• DIRECTIONS
Emit the data below verbatim, stripping out any pictures.

········

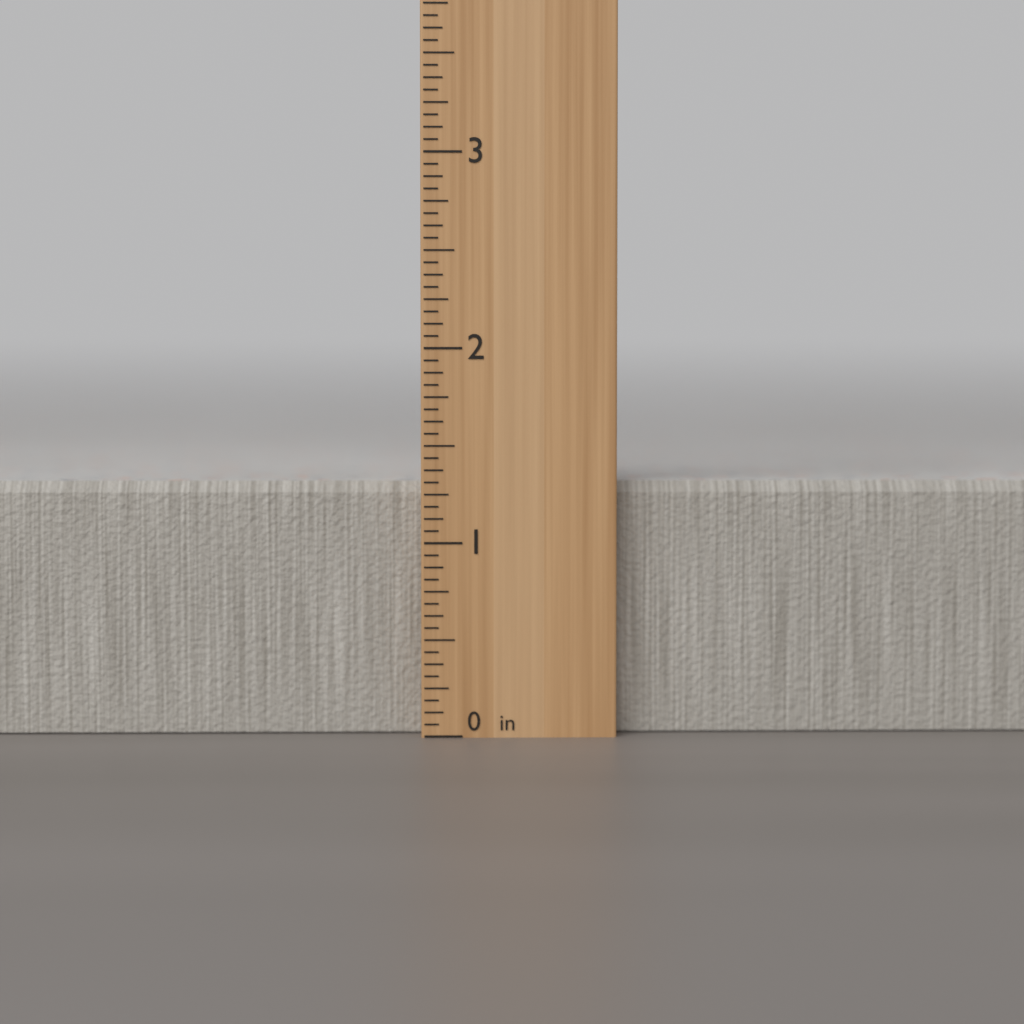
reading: 1.3125 in
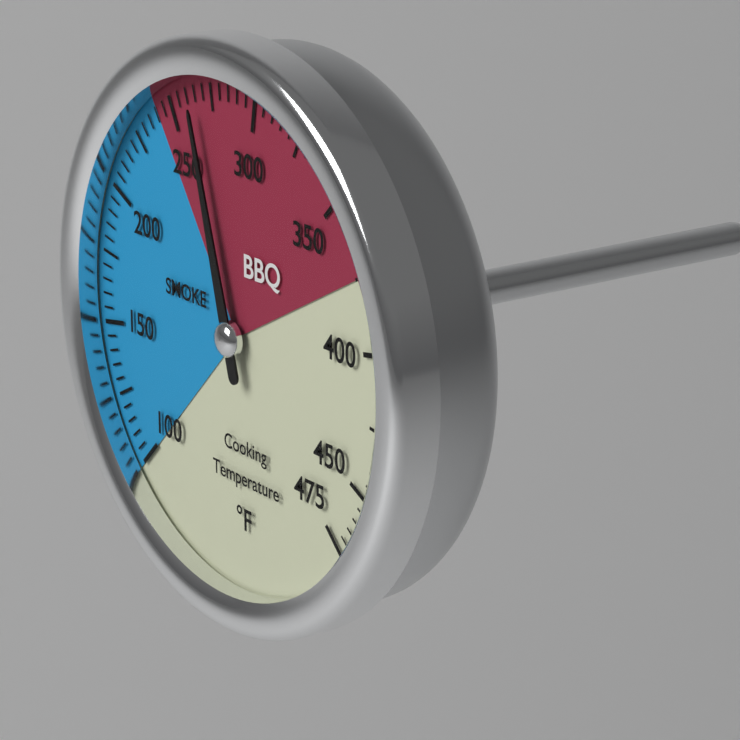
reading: 265 °F
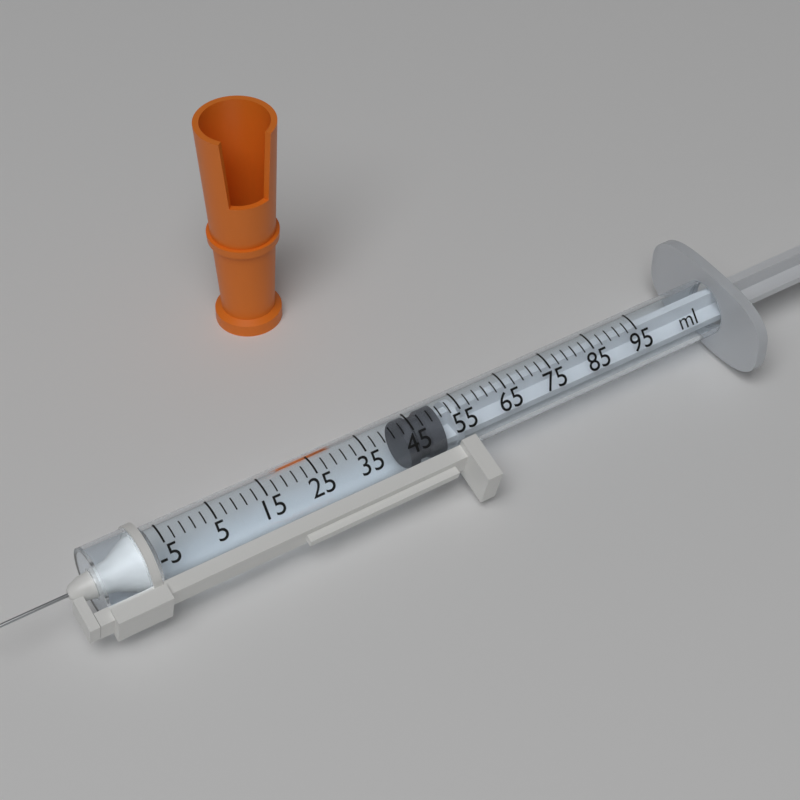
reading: 43 ml
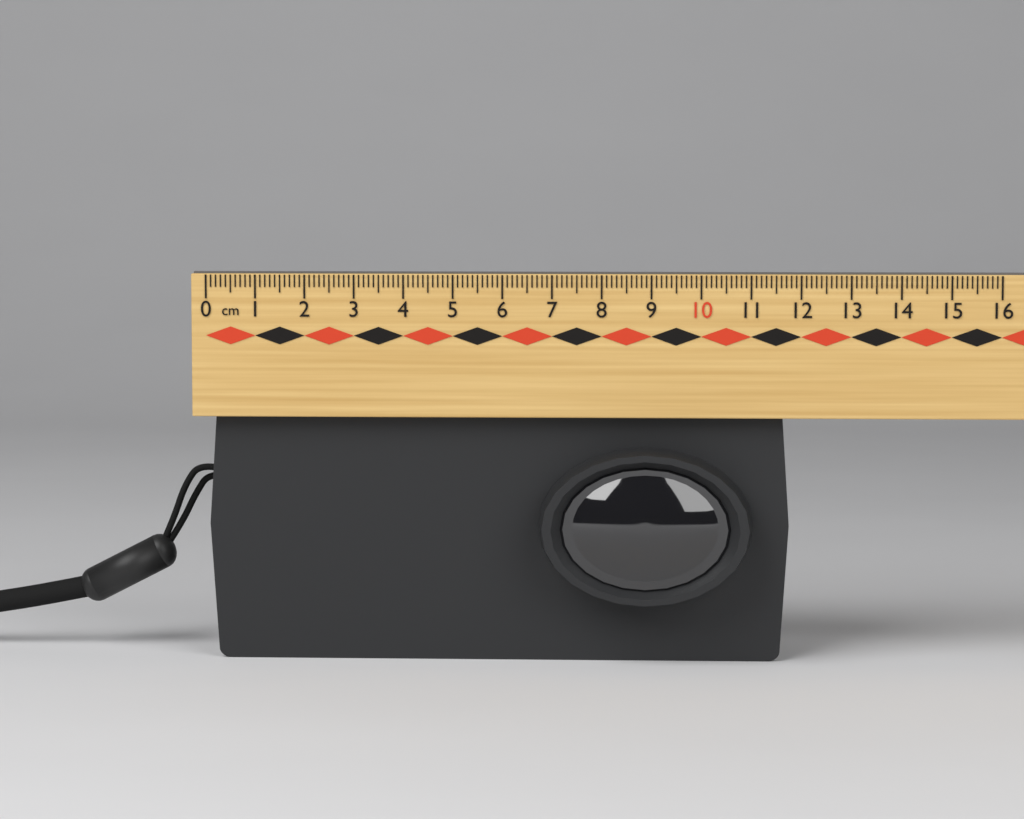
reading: 11.8 cm
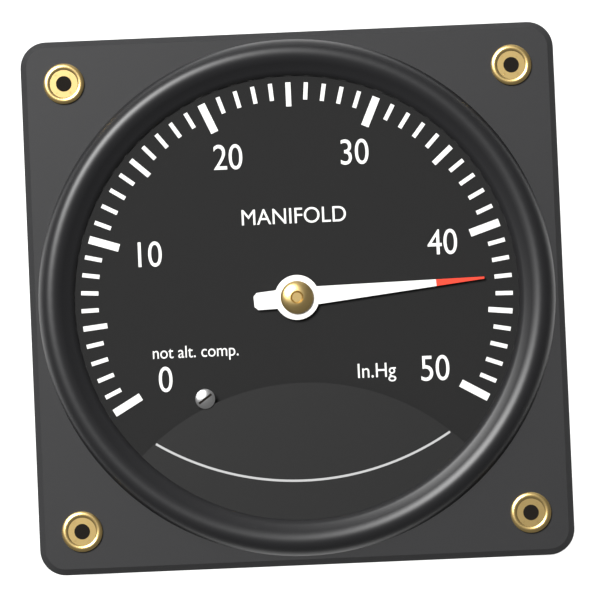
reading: 43 inHg
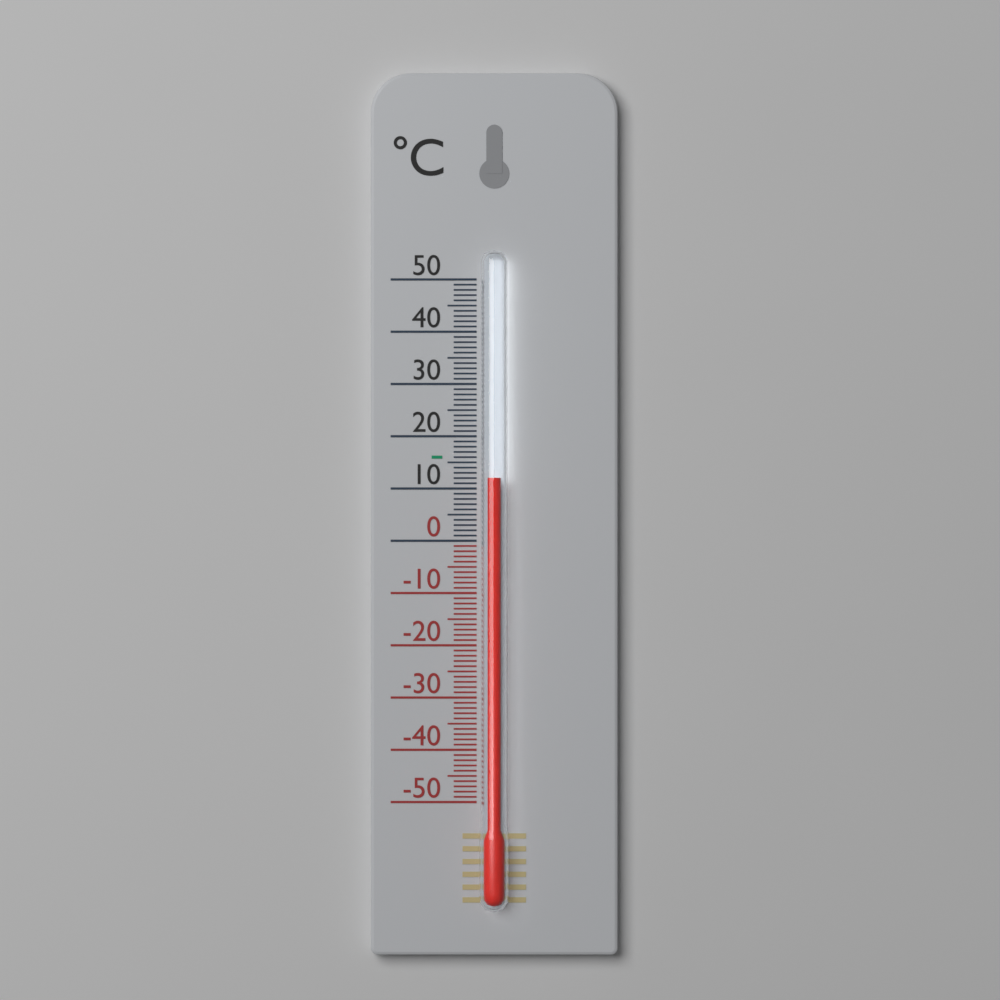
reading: 12 °C
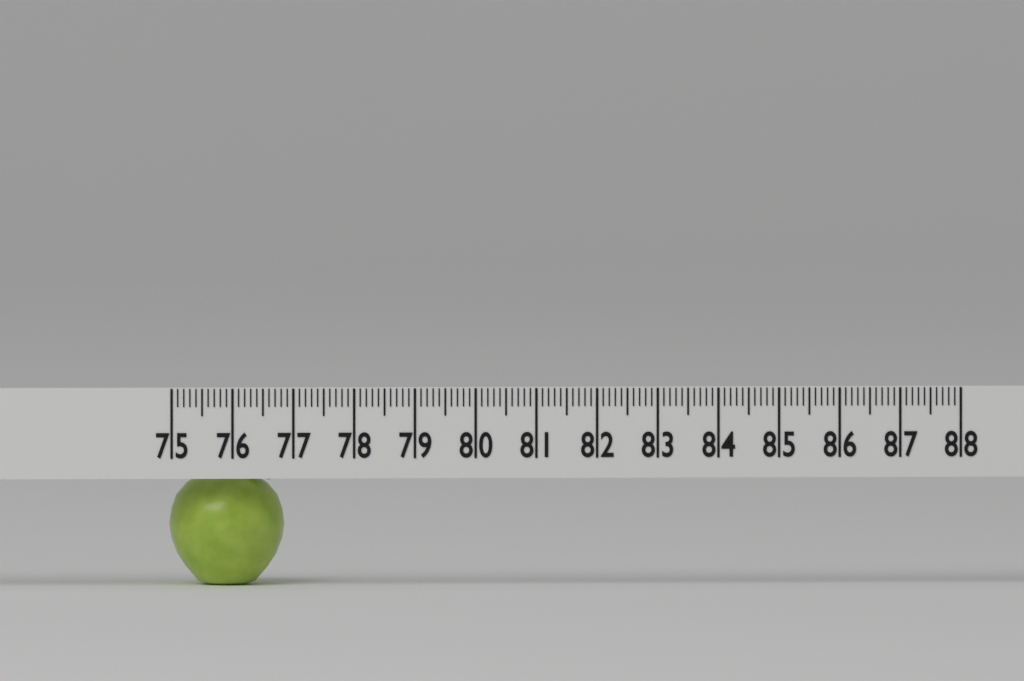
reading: 76.9 (no unit)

········

• ANSWER
reading: 1.3125 in
reading: 265 °F
reading: 43 ml
reading: 11.8 cm
reading: 43 inHg
reading: 12 °C
reading: 76.9 (no unit)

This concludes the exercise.